Yeah, I did a bunch of searching and couldn't figure out whether it was normal or not. Both the shunt and the inverter reported the battery at 100% within a couple of hours even when it was pulling 2000W for charging. The room with the setup got incredibly warm and the batteries bulged a bit. I had a strut keeping them against the wall via threaded rod as a safety measure, and it pulled out of the wall. It all made me rather worried, but I guess it's normal.

I think I really need to get the shunt reporting to Home Assistant. I can only see it on my phone via bluetooth when I am next to it right now.

Thanks.
 
Well, considering that info i would say it actually IS a problem! The batteries should not bulge under normal charging conditions.

The most likely scenario for why the batteries would get hot and bulge when the overall charging voltage is normal, is that one or more of the batteries or cells of batteries are severely out of balance, in this case lower voltage than the rest. Each cell in this string is ~2.1v nominally, so if one cell were to completely crap out, the pack goes from being ~48 to ~46v (more or less) and whatever charge settings you had before are now 2 volts too high the rest of the cells. You could also have several cells being low by a little bit, and the cumulative effect is the same.

The pics i googled of that battery made it look like you can't measure each cells voltage individually, but you can still compare each 6v battery in the string and make sure they are all very close to each other.

Unfortunately there is some chance that the batteries which did get overcharged, could have overpressurized and vented some gas out of a pressure limiting relief valve somewhere. With a sealed battery there is no way to put anything that comes out, back in. So there is a chance some permanent damage was done. But the starting point would just be compare all the battery voltages and see if one is lower than the others.
 
According to the manufacturer, some amount of bulging is normal on larger batteries. https://discoverbattery.com/compone...gm-or-gel-batteries-bulge-or-appear-sucked-in

The shunt is is reporting a mid-point deviation of 0.10% which is unchanged from before the last event and when I measure the batteries directly the highest deviation is 0.02V.

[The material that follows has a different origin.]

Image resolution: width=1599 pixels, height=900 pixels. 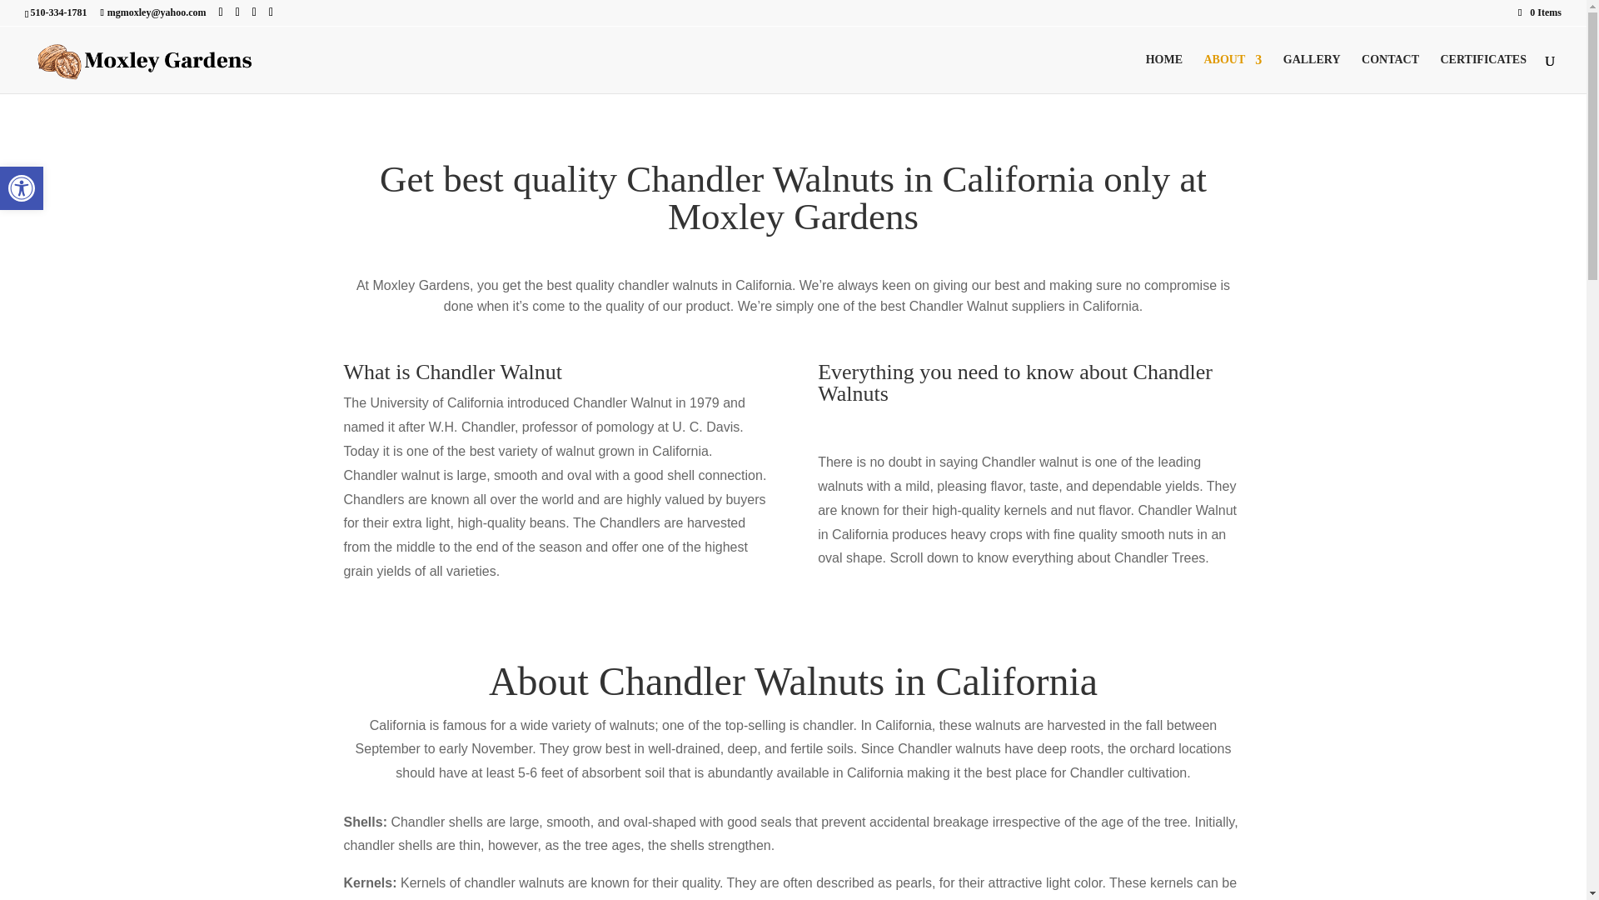 What do you see at coordinates (1484, 73) in the screenshot?
I see `0 Items` at bounding box center [1484, 73].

I suspect these are probably OK.

I have also just ordered a Daygreen 12v-56v DC-DC charger to I can hook up my Bolt EV and keep the bank from getting so low in future outages.
 
Sounds good. How much bulging is normal is probably highly contextual. I do think if all the heat in the room came from the batteries it might be a bad indicator of some kind, but if you also had inverter/charger in the room, i wouldn't be surprised at the heat. If you figure something like charging at 2kw and the charger is 90% efficient and the batteries themselves are 90% charge efficiency you've got almost 400w of heat going into the room for hours and hours. But if that heat was ONLY coming from the batteries i'd be paranoid about it. Hard to quantify 'walking into a hot room'.